Reform

Transforming HMRC

HMRC’s Contact Platform Manager, Lily Lewis provides some insight into HMRC’s digital mission.

HMRC is a very large organisation, it sends out roughly 220 million items of post per year and receives 60 million items. It also handles in the region of 50 million calls a year and accounts for 70 per cent of the transactions on .gov.uk with 1.1 billion online transactions.

However, whilst 1.1 billion online transactions may seem like a large number, HMRC’s Contact Platform Manager, Lily Lewis admits much more needs to be done to achieve the organisation’s digital ambition. “We need to achieve a radically different experience for our customers,” says Lewis. “The experience we want is one that moves us into a multi-channel contact model with our customers, essentially offering them the right contact at the right time on the right device.

“We need to improve every channel that we provide to our customers and like every organisation we want to drive down our costs, improve compliance and improve the service we provide. Our telephone service is still important to us but it is no longer our primary focus. 

“Our goal is to drive down routine calls, drive them into other channels and keep customers in the digital channels. That’s not to say we want to get rid of the telephony channel, we still want to keep it for more complex cases.”

Digital ambition

This radical transformation Lewis talks of has already begun, HMRC launched its digital accounts last year and already has 3.4 million business customers using the service. These accounts are hosted in the cloud, on a multi-channel digital platform that received widespread recognition and was named the digital project of the year in 2015 by the British Computer Society.

HMRC has also launched 26 new digital services that, amongst other things, allow customers to file their taxes online, track processed invoices and make payments. The portal that allows customers to do this has received around 24 million hits since launch. This year 9.24 million self-assessments were filed online and HMRC staff dealt with 14 returns per second.

According to Lewis, 1.8 million customers have now opted to go paperless and as such, outbound post has been reduced by over 16 per cent. HMRC is also focused on helping those who may not be comfortable with digital management of their taxes to become more acquainted with the idea.

“Our agenda to help those who can’t go online is something we call assistant digital,” says Lewis. “We have several different areas that we have looked at. We also launched the trusted helper service which will allow people to register a friend or family to do their online tax returns on their behalf. 

“We have been trying some services that allow us to take over and help customers as they fill in their forms and we’re planning to launch that soon. We also have webinar services. 73,000 customers have taken part in our webinars and we have seen a 400 per cent growth in the use of our online services as a result.

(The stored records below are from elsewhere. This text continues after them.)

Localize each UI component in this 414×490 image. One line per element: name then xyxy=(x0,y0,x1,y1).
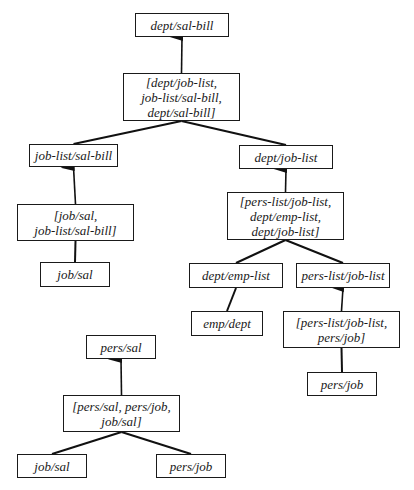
tree-edge xyxy=(74,121,182,144)
tree-edge xyxy=(342,348,343,372)
arrow-edge xyxy=(74,167,76,204)
tree-edge xyxy=(75,241,76,262)
tree-edge xyxy=(52,432,122,454)
diagram-node: job/sal xyxy=(40,262,110,287)
arrow-edge xyxy=(182,37,183,73)
diagram-node: pers/job xyxy=(307,372,377,396)
tree-edge xyxy=(182,121,287,145)
diagram-node: job/sal xyxy=(17,454,87,478)
diagram-node: pers-list/job-list xyxy=(296,263,390,288)
diagram-node: [dept/job-list, job-list/sal-bill, dept/… xyxy=(123,73,240,121)
tree-edge xyxy=(227,288,236,311)
diagram-node: pers/sal xyxy=(86,335,156,359)
diagram-node: dept/job-list xyxy=(239,145,333,169)
arrow-edge xyxy=(286,169,287,192)
diagram-node: [job/sal, job-list/sal-bill] xyxy=(17,204,134,241)
diagram-node: dept/emp-list xyxy=(189,263,283,288)
diagram-node: [pers/sal, pers/job, job/sal] xyxy=(63,395,180,432)
tree-edge xyxy=(122,432,192,454)
diagram-node: [pers-list/job-list, dept/emp-list, dept… xyxy=(227,192,344,240)
tree-edge xyxy=(286,240,344,263)
arrow-edge xyxy=(342,288,344,311)
diagram-node: emp/dept xyxy=(191,311,263,336)
tree-edge xyxy=(236,240,286,263)
diagram-node: dept/sal-bill xyxy=(135,13,229,37)
diagram-node: [pers-list/job-list, pers/job] xyxy=(283,311,400,348)
diagram-node: job-list/sal-bill xyxy=(29,144,118,167)
arrow-edge xyxy=(121,359,122,395)
diagram-node: pers/job xyxy=(156,454,226,478)
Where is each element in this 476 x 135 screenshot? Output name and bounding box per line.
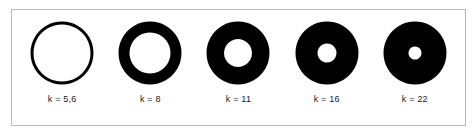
aperture-ring-icon: [205, 20, 271, 86]
ring-label-4: k = 16: [314, 94, 340, 105]
ring-label-1: k = 5,6: [48, 94, 77, 105]
aperture-ring-icon: [294, 20, 360, 86]
aperture-ring-icon: [382, 20, 448, 86]
aperture-ring-icon: [29, 20, 95, 86]
ring-label-3: k = 11: [226, 94, 251, 105]
ring-row: k = 5,6 k = 8 k = 11 k: [12, 10, 465, 125]
figure-root: k = 5,6 k = 8 k = 11 k: [0, 0, 476, 135]
figure-frame-border: k = 5,6 k = 8 k = 11 k: [11, 9, 466, 126]
ring-label-2: k = 8: [140, 94, 161, 105]
ring-cell-5: k = 22: [372, 20, 458, 105]
aperture-ring-icon: [117, 20, 183, 86]
ring-cell-1: k = 5,6: [19, 20, 105, 105]
ring-cell-2: k = 8: [107, 20, 193, 105]
ring-cell-4: k = 16: [284, 20, 370, 105]
ring-label-5: k = 22: [402, 94, 428, 105]
ring-cell-3: k = 11: [195, 20, 281, 105]
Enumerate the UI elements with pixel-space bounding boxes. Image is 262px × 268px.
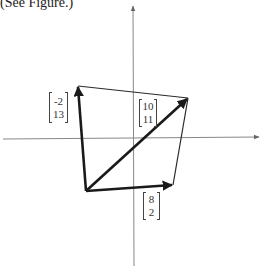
label-u-top: -2 bbox=[54, 95, 63, 108]
label-vector-sum: 10 11 bbox=[139, 99, 157, 127]
y-axis bbox=[133, 6, 134, 266]
label-sum-top: 10 bbox=[143, 100, 154, 113]
vector-diagram bbox=[0, 0, 262, 268]
label-v-bottom: 2 bbox=[149, 206, 155, 219]
vector-v bbox=[86, 185, 172, 191]
label-sum-bottom: 11 bbox=[143, 113, 154, 126]
label-vector-v: 8 2 bbox=[143, 192, 160, 220]
vector-u bbox=[78, 87, 86, 191]
label-u-bottom: 13 bbox=[53, 108, 64, 121]
label-v-top: 8 bbox=[149, 193, 155, 206]
vector-sum bbox=[86, 99, 187, 191]
x-axis bbox=[3, 137, 259, 139]
label-vector-u: -2 13 bbox=[49, 92, 68, 123]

We see webinars very much as part of our future.”

Strategy

Lewis recognises that in order to organically grow the use of online services, the customer needs to be placed at the heart of the service.

“To provide the best online services we can, we employ researchers and invite real customers to come into our digital delivery centres and sit with our technicians to test the system,” she says. “These interactions help the engineers learn what the user wants and needs.”

Data is also very important to HMRC. Currently a data enterprise hub is being built which will have a collection of all the data throughout HMRC. The plan, according to Lewis is to ensure that HMRC becomes a data driven organisation.

“We also want to help customers help themselves,” says Lewis. “We have broken it down into one-to-one, one-to-many and self-serve categories. Some of these we have already delivered on, for example since April last year we have had our webchat service in action. We don’t have a fixed button, we employ a technology that offers a webchat when certain conditions are met. 

“We have found that service to be very popular with 80 per cent of users stating that they would have called the helpdesk had it not been able to deal with the query. Similarly, advisor productivity has increased as 3-to-1 chats are now available.

“We have also launched a virtual assistant service called Ruth, which very much follows the agile principles of test, learn and grow. We have hit one million interactions with Ruth and see her very much as trying to triage out the queries and keep the customers in the digital channel.”

Development

Outlining HMRC’s development of their digital services, Lewis reveals that a new supplier has been appointed to supply the platform and the relationship is working well.

“The arrangement is part of the government agenda to deal with more SMEs and it has proved to be very successful,” Lewis enthuses.

“We managed to configure the platform in nine months and rolled it out to 21 locations across the UK to 8,000 advisors in nine weeks. It was a staggering achievement. The benefit was that as a contact platform it has now become one of the largest Cisco hosted platforms of its kind in the world.

“We’ve now got 22,000 advisors on our platform and we can deliver contact centre services across any HMRC site in the UK. We are no longer individual offices, we no longer have to bus our staff around the UK to help the peak demand and that is a really big achievement. Our platform is cloud based so we can upgrade the services behind the scenes. One of our big upgrades took place in February when we increased the capacity to meet the current demands.

“To develop our ideas we work in a very agile way. Test, learn and grow is our motto. We work on a discovery phase, an alpha phase, private and public beta and a full blown production. We want to test those ideas and when we bring them into alpha environment we have a two week testing phase. The idea might not work out, but at least only two weeks of your time have been wasted.”